With that big thought flowing through her, she slipped from the bed. The night was warm, soft little breezes coming through the open window. She went to the closet, found her slippers, put them on, and with a backward glance at the unconscious Maizie, left the room.
The hall lay quiet, the tiny night lamp flickering in its place on the small table set near her mother's room—that mother, ready at the first sound to spring to any need of her children.
Downstairs Suzanna went swiftly, and there in the dining-room, as she had thought, she found her father. He was sitting at the long table, above which hung the new lamp with its pink shade and long brass chain. His head was bent over a big book, and Suzanna knew that he was studying. She paused half-way to him. In her white night gown, her hair flowing over her shoulders, she looked like a small visitor from another higher plane. At last her father, impelled, turned and saw her. At once he opened wide his arms, and she went into them.
She lay, her cheek pressed against his, for a long time. All the thoughts that had raced through her upstairs in the sleepless hours returned to her, but she had to struggle to find language in which to tell them.

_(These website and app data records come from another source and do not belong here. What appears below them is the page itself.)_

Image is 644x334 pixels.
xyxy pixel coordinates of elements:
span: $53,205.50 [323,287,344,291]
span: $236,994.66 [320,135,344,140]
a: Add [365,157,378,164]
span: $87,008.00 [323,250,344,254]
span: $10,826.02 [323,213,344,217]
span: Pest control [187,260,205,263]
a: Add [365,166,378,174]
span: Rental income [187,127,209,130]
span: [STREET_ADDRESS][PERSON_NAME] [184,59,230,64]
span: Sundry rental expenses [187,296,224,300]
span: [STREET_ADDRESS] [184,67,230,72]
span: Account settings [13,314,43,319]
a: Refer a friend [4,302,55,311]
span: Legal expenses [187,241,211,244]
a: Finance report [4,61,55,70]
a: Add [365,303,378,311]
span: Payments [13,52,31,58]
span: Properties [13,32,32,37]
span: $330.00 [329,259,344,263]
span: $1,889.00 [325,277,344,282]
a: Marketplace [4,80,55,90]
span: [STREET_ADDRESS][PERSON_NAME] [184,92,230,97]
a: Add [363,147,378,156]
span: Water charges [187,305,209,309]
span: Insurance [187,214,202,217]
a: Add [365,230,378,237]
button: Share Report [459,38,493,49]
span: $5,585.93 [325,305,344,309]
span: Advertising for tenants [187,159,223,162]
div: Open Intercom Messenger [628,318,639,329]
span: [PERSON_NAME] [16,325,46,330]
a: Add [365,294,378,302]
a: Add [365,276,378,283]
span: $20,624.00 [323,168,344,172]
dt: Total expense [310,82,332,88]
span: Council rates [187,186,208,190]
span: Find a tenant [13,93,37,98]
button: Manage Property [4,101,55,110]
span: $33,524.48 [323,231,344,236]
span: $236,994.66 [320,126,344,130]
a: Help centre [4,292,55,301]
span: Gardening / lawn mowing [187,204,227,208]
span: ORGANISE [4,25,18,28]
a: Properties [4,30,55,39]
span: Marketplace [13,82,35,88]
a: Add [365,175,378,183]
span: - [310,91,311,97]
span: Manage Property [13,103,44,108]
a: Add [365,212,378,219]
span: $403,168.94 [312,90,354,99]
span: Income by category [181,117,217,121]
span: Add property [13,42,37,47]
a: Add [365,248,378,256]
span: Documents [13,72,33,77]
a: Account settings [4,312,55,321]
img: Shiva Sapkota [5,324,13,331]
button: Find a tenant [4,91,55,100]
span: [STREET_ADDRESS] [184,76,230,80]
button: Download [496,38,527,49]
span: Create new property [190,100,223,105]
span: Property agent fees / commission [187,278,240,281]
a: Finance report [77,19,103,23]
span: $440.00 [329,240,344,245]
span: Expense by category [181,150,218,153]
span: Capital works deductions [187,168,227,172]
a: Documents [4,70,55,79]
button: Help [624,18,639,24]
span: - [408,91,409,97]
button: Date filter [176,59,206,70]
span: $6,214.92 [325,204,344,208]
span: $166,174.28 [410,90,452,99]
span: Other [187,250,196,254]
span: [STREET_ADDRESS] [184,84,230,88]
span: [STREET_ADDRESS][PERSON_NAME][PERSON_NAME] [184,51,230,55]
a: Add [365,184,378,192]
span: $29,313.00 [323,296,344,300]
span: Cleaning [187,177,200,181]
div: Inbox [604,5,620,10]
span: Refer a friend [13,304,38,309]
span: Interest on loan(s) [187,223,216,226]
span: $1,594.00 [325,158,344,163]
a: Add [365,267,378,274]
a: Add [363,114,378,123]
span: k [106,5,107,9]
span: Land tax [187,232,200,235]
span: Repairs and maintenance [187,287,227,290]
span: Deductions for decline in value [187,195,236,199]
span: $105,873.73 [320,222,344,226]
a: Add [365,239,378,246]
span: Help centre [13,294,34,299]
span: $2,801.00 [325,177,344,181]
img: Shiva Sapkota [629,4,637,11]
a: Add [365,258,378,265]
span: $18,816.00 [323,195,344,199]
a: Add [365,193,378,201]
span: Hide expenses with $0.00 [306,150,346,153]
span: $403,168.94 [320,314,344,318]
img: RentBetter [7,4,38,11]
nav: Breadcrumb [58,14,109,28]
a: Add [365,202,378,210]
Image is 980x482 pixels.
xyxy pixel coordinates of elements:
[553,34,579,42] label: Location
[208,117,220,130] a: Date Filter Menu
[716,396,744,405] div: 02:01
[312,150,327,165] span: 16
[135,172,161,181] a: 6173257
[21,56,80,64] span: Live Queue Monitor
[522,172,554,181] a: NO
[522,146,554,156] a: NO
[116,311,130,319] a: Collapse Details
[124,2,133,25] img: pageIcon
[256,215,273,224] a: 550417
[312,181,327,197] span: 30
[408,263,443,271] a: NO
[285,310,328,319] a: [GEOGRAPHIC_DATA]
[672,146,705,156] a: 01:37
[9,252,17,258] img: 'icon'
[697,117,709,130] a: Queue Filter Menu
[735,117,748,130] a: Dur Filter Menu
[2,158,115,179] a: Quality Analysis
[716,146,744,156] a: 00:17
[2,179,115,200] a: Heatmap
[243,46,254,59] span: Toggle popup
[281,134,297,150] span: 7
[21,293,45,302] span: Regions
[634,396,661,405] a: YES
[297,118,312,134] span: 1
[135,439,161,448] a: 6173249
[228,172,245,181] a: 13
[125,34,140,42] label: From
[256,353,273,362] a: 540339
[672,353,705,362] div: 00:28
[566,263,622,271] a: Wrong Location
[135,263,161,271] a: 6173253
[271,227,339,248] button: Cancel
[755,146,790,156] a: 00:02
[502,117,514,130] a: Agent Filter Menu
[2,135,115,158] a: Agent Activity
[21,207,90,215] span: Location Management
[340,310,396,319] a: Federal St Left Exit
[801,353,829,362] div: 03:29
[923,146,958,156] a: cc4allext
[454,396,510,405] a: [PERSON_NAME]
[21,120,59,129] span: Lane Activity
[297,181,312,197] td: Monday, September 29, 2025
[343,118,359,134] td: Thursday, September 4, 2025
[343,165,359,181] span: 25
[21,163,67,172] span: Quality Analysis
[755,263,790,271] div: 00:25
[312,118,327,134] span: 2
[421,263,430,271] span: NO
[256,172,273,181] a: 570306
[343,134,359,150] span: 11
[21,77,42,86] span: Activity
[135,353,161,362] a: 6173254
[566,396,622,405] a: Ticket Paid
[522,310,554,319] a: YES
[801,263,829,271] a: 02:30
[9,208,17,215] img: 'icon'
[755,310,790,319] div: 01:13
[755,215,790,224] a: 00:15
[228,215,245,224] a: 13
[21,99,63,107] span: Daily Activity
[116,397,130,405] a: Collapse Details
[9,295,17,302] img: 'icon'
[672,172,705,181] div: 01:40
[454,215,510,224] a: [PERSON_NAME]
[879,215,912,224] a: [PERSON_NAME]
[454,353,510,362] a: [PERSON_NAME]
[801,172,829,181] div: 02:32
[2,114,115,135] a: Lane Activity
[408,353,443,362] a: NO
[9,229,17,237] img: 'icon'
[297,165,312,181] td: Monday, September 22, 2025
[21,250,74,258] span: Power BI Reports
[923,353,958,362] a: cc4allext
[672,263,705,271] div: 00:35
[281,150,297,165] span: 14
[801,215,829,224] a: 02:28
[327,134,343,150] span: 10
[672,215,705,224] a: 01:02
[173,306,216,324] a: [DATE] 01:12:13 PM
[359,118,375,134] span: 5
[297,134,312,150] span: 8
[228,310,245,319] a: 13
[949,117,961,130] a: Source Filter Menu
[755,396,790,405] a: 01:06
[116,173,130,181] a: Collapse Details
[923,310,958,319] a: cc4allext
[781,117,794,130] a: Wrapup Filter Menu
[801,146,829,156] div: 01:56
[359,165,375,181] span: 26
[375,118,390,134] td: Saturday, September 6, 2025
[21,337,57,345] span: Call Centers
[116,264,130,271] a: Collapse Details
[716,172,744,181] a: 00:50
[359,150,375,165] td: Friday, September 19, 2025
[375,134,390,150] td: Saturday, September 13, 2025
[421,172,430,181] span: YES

"Daddy," she began, "maybe The Machine can't work except where it was born."
"Tell me all that's in your heart, little girl," he said.
"Well, we've all thought of The Machine, and loved it and believed in it ever since I was the tiniest girl, and you've talked to us of what it was to mean."
"All true, my child, all true."
"And The Machine stood there and listened, daddy." She released herself from his clasp and stood very straight. Her dark eyes seeing pictures, were brilliantly wide. Her breath came quickly from between her parted lips: "And so it grew and grew, and soon out of its soul it sent colors. And it loved the man who made it, and it loved his little children, and made them all want to be good and do something for others.
"And then one day, they took it away from its home and into a big mill, and men crowded around it and looked at it, but they didn't love it, and they didn't believe in it. And it felt shy and hurt and the color stayed in its soul and wouldn't come forth.